Title
Oral history interview transcript with Byron Rushing
Creator
Bailey, Ronald William (Creator)
Contributor
Rushing, Byron (Interviewee)
Turner, Diane (Interviewer)
Language
English
Date created
December 11, 1989
Type of resource
Text
Genre
Oral histories
Format
Digital origin
born digital
Abstract/Description
Byron Rushing is a former Representative for the 9th Suffolk District in the Massachusetts House of Representatives. Rushing was born July 29, 1942 in New York City, as the youngest son of William and Linda Rushing. He attended Harvard University from 1960 to 1964, leaving in his junior year to participate in the Civil Rights Movement and work for the Congress of Racial Equality in Syracuse, New York. Rushing returned to Boston in 1964 to work as a community organizer for several organizations, including the Northern Student Movement and the Roxbury Associates.
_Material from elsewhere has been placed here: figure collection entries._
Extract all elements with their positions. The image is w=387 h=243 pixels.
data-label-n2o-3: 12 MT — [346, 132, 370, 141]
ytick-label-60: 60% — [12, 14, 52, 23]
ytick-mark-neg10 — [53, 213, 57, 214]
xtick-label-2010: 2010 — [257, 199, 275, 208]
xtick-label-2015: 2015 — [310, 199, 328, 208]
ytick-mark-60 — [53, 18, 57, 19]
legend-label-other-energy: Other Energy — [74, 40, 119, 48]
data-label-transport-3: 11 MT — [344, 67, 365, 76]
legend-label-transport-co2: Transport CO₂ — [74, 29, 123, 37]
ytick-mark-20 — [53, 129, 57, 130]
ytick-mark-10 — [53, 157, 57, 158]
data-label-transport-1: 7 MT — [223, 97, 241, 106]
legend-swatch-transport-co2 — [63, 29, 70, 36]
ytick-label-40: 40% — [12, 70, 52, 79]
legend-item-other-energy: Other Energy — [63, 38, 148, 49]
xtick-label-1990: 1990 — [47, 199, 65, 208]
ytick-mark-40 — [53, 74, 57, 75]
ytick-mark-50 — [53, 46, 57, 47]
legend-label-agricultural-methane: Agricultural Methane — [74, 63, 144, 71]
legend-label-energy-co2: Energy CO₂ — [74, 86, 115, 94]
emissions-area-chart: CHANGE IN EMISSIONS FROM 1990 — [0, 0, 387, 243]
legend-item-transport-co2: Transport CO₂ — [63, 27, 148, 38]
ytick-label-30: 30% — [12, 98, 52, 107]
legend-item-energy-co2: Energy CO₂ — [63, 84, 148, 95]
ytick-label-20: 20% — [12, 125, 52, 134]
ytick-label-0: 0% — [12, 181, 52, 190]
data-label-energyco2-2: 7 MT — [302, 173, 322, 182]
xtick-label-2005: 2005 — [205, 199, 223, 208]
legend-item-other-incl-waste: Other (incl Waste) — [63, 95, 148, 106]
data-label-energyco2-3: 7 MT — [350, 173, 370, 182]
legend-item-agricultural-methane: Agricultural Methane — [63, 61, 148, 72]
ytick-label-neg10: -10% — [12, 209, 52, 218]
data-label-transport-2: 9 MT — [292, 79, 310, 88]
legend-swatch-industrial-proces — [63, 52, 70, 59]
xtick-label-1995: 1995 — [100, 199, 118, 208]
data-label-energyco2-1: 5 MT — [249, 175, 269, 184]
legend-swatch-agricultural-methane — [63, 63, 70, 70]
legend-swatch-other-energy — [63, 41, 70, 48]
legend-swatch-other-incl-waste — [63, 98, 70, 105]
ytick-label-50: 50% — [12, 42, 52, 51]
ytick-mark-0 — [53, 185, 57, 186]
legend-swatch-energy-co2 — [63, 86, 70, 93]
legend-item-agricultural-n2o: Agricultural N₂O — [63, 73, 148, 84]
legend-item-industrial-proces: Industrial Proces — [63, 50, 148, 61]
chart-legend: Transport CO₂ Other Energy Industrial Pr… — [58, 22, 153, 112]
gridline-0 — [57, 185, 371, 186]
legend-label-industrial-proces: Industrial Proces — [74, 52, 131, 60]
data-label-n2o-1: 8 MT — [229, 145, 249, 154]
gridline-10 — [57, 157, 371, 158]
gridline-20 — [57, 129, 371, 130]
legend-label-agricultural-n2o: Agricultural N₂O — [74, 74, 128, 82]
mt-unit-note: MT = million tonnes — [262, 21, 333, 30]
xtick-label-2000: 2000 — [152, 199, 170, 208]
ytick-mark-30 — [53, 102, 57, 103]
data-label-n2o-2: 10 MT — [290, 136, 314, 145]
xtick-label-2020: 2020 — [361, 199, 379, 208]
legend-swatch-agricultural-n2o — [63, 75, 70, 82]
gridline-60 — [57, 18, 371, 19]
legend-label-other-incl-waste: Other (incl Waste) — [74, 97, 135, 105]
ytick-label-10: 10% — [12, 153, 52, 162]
He also attended the Massachusetts Institute of Technology in 1970 where he became interested in African American history. From 1972 to 1984, Rushing served as president of Boston's Museum of Afro American History, now the Museum of African American History. Rushing was elected to the Massachusetts State House of Representatives for the 9th Suffolk District in 1982-2019. He and his wife, Frieda Garcia, were presented with the Harriet Tubman Community Achievement Award in 2012, and Rushing was awarded a HistoryMaker Award by The History Project in 2014. In this interview, Rushing speaks about growing up in New York and community organizing in Boston. Rushing outlines his family background and speaks on growing up in a poor family in the Bronx and Syracuse, New York. He speaks about the energy and optimism of the Civil Rights movement in the early 1960's, which motivated him to begin community and tenet organizing in Roxbury in Boston, Massachusetts. He speaks about the Northern Student Movement, including establishing tutoring programs and empowering the Black community. Rushing reflects on Boston's public education environment in the 1960's, and the limited success of programs for Black students such as Operation Exodus. Rushing speaks about organizing in Lower Robury for the Roxbury Associates, particularly, the organization's successful advocacy to clean up Madison Park and organizing tenets living in the Campus High School Urban Renewal Area. Other topics discussed include tenet organizer Ralph Smith, the Center for Inner City Change, the assassination of Martin Luther King Jr., the Museum of African American History, and sociopolitical changes in Roxbury over time.
Project description
In 1989 and 1990, Milton Derr, Mel King, and Byron Rushing, three prominent members of Boston's African American community, were interviewed about their lives and work in preparation for a book by Ronald W. Bailey with Diane Turner and Robert Hayden, entitled Lower Roxbury: A Community of Treasures in the City of Boston.--Collection finding aid
Notes
Collection finding aid: http://hdl.handle.net/2047/D20297052
Related item
Ronald W. Bailey oral history collection, 1989-1990 (M153)
Subjects and keywords
Rushing, Byron
African Americans -- Political activity
African Americans -- Massachusetts -- Boston -- Social conditions
African American politicians
Civil rights -- Massachusetts -- Boston
Community development, Urban -- Massachusetts -- Boston
Roxbury (Boston, Mass.)
UASC identifier
RushingByron_19891211_Transcript
Permanent URL
Location
Northeastern University Library
Archives and Special Collections (M153)
Use and reproduction
Copyright Northeastern University. This Item is protected by copyright and/or related rights. You are free to use this Item in any way that is permitted by the copyright and related rights legislation that applies to your use. https://rightsstatements.org/page/InC/1.0/?language=en
Requests for permission to publish material should be discussed with the Northeastern University Archives and Special Collections.